Have also been using Bazzite since march on my home desktop and you are spot on. I think the main reason for average person linux being difficult these days are laptops with weird hardware configurations.
I use MacOS at work and although it is miles better than windows, if I had a choice, I would also use Linux for work.
It is absurd that there is no standardized UI toolkit, or rather that the web browser _is_ the standard with is characteristic _lack_ of user interaction idioms.
The fact that there are multiple platforms for UIs* is a huge failure of the industry as a whole. Apple, Microsoft and Google could have had a sit down together at any point in the last 20+ years to push some kind of standard, but they decided not to in order to protect their gardens.
*: a standardized UI platform doesn't necessarily mean a standardized platform. Just standardization of UI-related APIs and drawing.

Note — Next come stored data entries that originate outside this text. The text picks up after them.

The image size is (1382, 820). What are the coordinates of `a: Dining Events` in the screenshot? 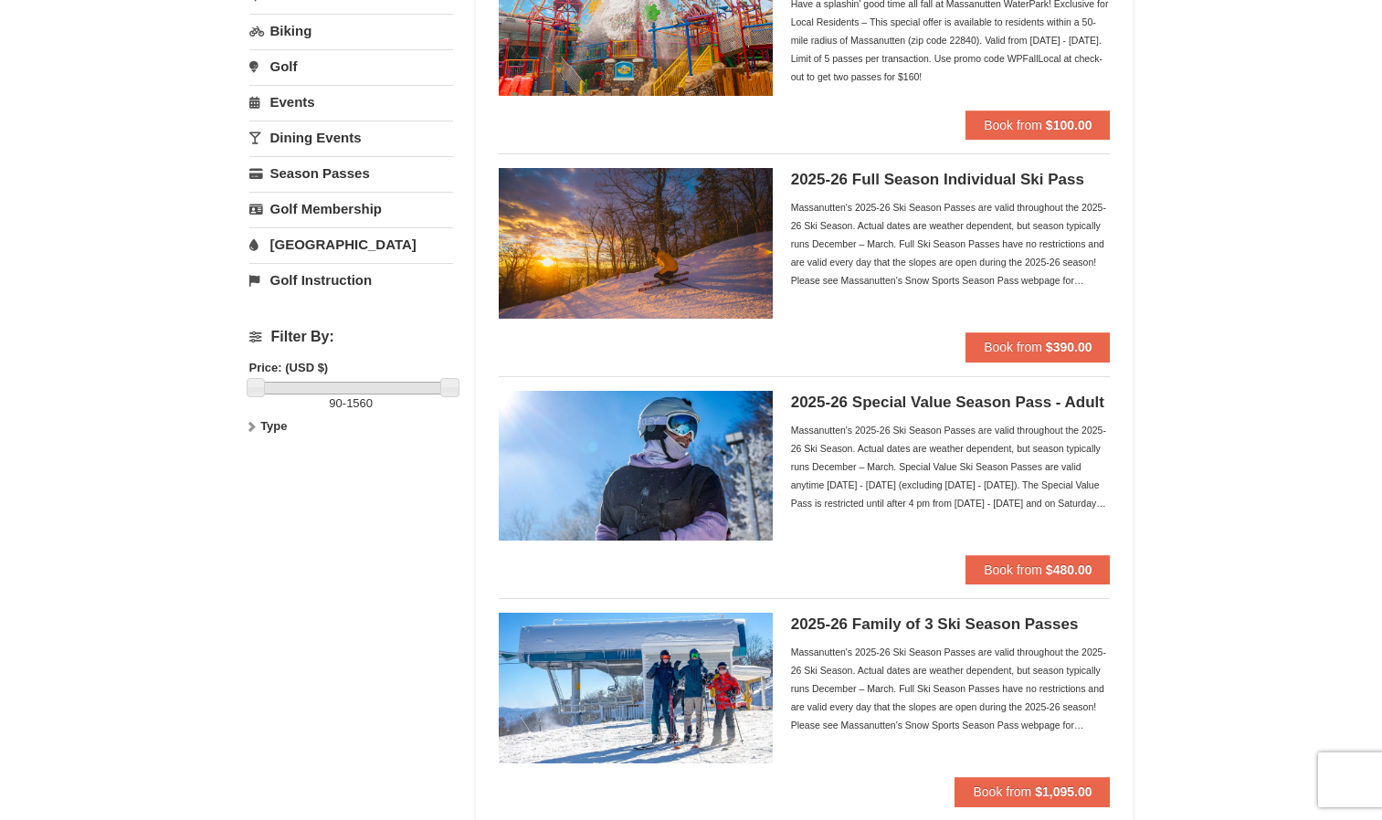 It's located at (351, 137). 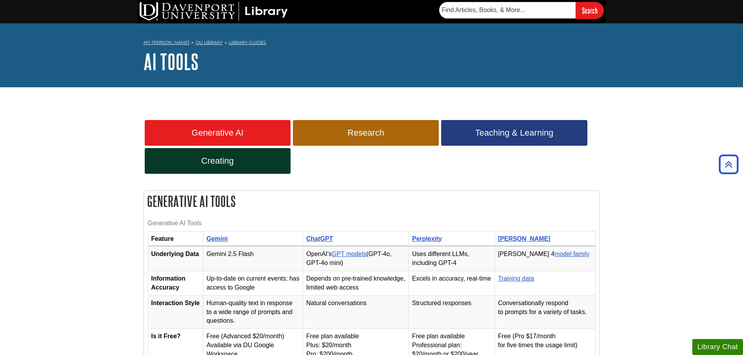 I want to click on h2: Generative AI Tools, so click(x=372, y=201).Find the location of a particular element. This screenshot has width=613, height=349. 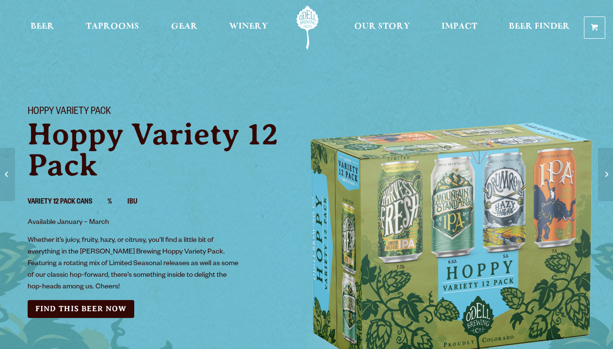

span: Impact is located at coordinates (459, 27). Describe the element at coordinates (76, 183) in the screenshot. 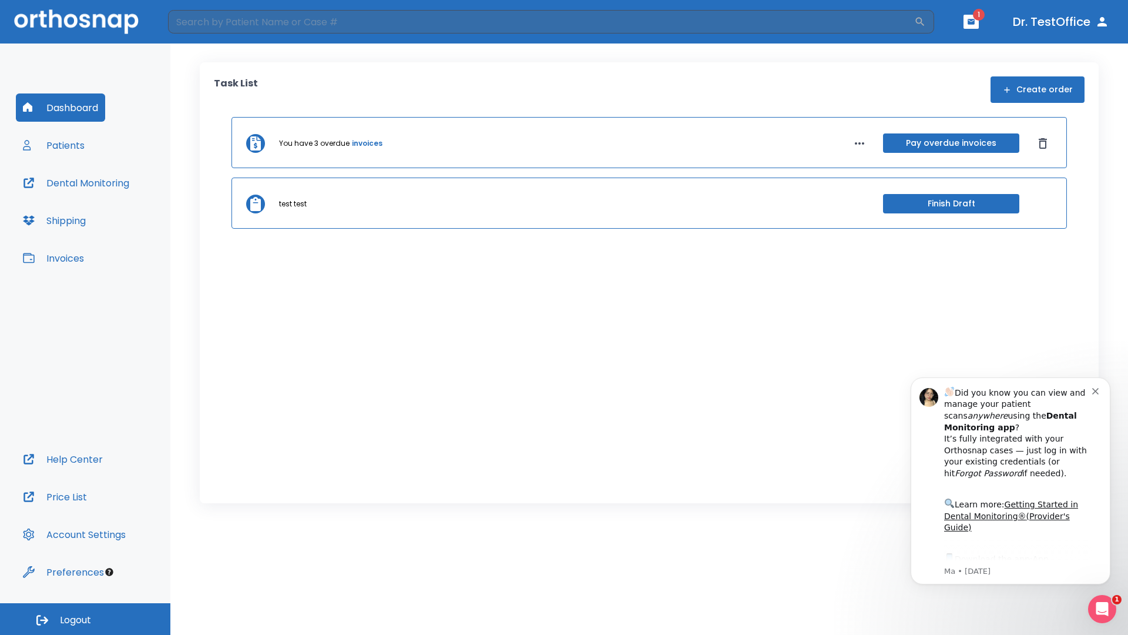

I see `button: Dental Monitoring` at that location.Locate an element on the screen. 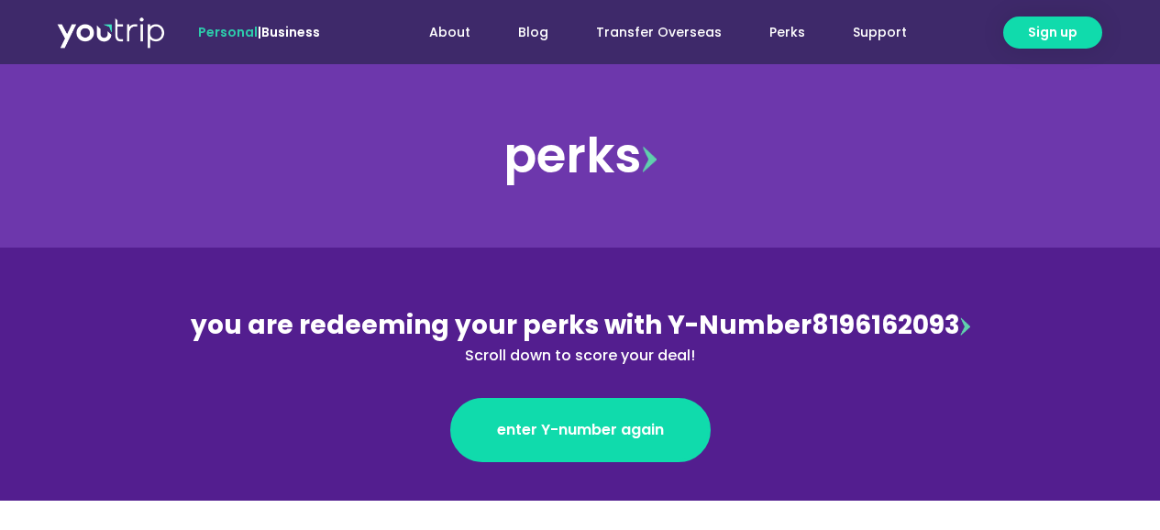 This screenshot has width=1160, height=530. span: Personal is located at coordinates (227, 32).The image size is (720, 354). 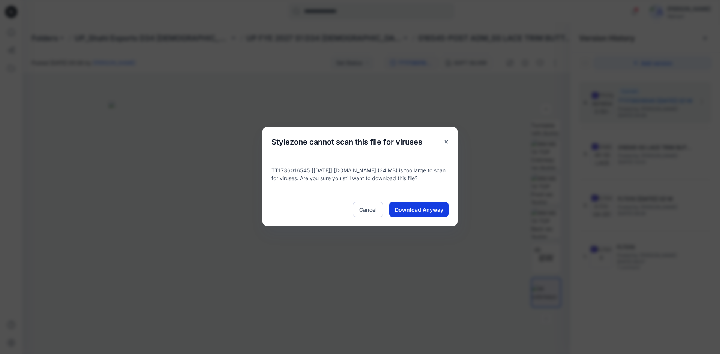 I want to click on h5: Stylezone cannot scan this file for viruses, so click(x=347, y=142).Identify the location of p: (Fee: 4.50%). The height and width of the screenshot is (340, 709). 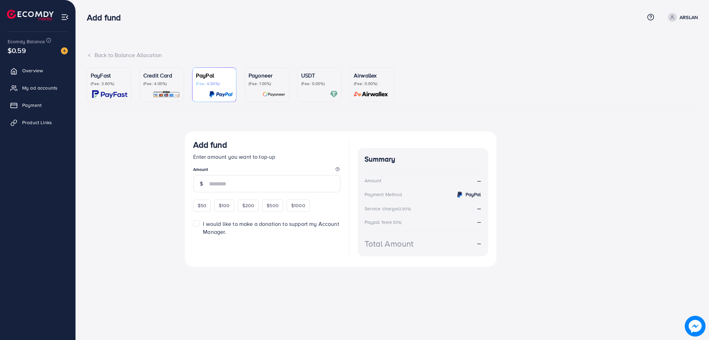
(214, 84).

My guess 10 or so years ago was that Google would be the first to bake Material UI into browser with web components, and then any browser would essentially reuse that to extend out whatever style they wanted. It really seemed like the way the web (and Google was heading). Instead we got bad Material UI knock-offs in about 45 different UI frameworks.
I just migrated to linux (Bazzite) in March, I have a RTX 3080. The only issue I ran into was that video stream compression is not supported on linux so I can't run 1440p 165hz with HDR on because my monitor doesn't support HDMI 2.1. Either I need to turn off HDR or lower refresh rate to 120hz.

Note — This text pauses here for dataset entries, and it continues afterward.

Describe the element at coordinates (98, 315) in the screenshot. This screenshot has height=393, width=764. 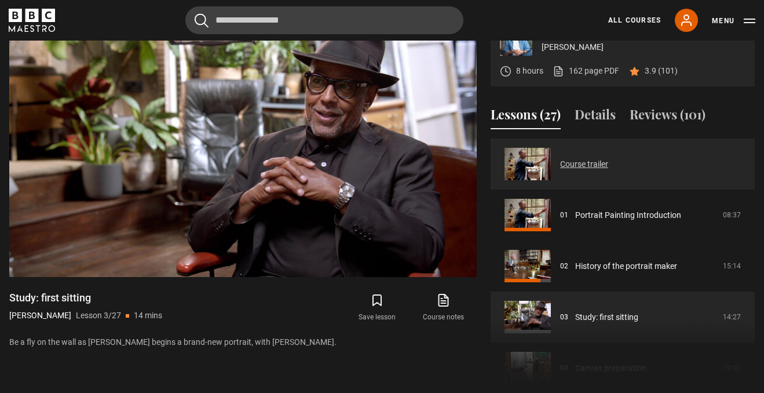
I see `p: Lesson 3/27` at that location.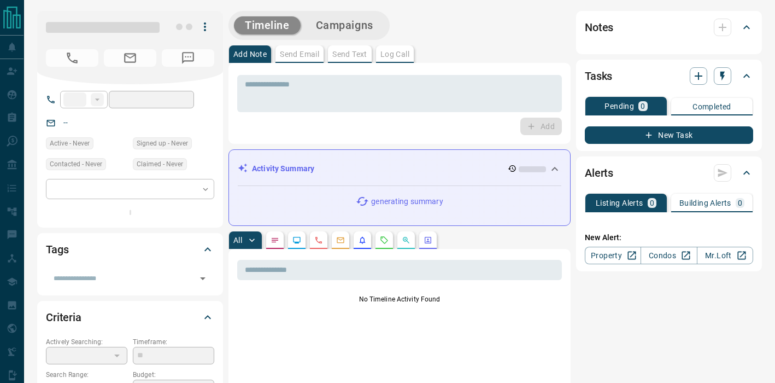 The image size is (775, 383). Describe the element at coordinates (86, 374) in the screenshot. I see `p: Search Range:` at that location.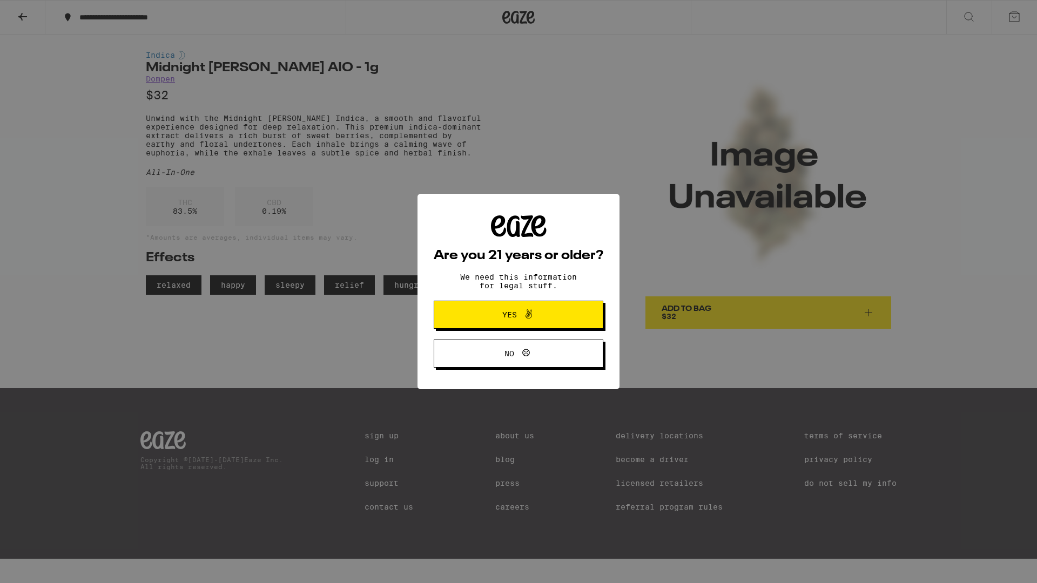  I want to click on button: No, so click(519, 354).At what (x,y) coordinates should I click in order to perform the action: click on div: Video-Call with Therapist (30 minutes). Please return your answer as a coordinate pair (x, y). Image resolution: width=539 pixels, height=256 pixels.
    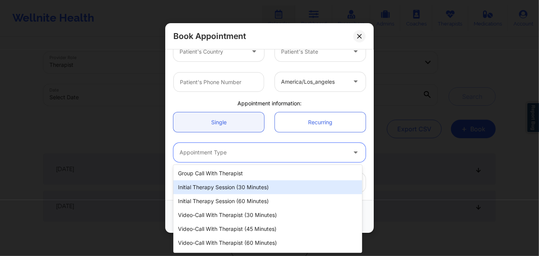
    Looking at the image, I should click on (268, 215). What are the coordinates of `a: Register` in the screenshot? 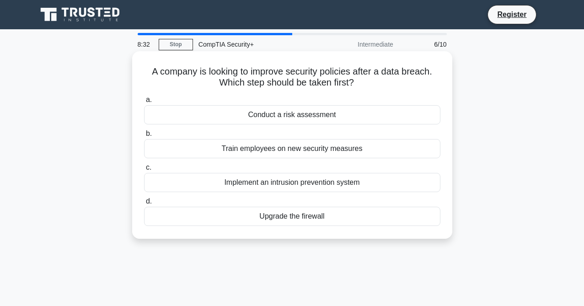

I saw a teardown of an Ukrainian drone a while ago and I was surprised how similar the setup was to the IoT project I worked on. I could be setting up a good chunk of the software part of a similar system myself and I am not that specialized of an engineer.
> Each of these having only one consumer means they’re equivalent of inline code but cost us more to acquire (npm requests, tar extraction, bandwidth, etc.).
It costs FAR more than dep install time. It has a runtime cost too, especially if in frontend code using bundlers where it also costs extra bundlespace and extra build time.
Not really related to the topic, but I recently set up a baby-cam with ffmpeg by just telling ffmpeg to stream to the broadcast address on my home network and I can now open the stream from VLC on any device in the household.
A very heavy-handed solution, but super simple. A single one-liner. Just thought to share a weird trick I found.
It could be a little more efficient to use a multicast address. Even if you don't have any special multicast routing set up, all the receiving machines should be able to discard the traffic a bit earlier in the pipeline.
yeah I tried that for a bit but didn't manage to get multicasting to work. My internal network is fine even with the extra broadcast traffic. This is not a permanent installation, eventually I won't need the babycam anymore.
I saw some other solutions using nginx to serve the stream but that was much more complicated, just broadcasting is an one-liner (in a systemd daemon).
I used to believe this, but after working at a successful SaaS I have come to believe that correctness and unambiguity are not entirely necessary for successful software products.
It was a very sad realization that systems can be flaky if there is enough support people to solve edge case problems. That features can be delivered while breaking other features as long as enough users don't run into the middle of that venn diagram, etc.
Fact is it always comes down to economics, your software can afford to be as broken and unpredictable as your users will still be willing to pay money for it.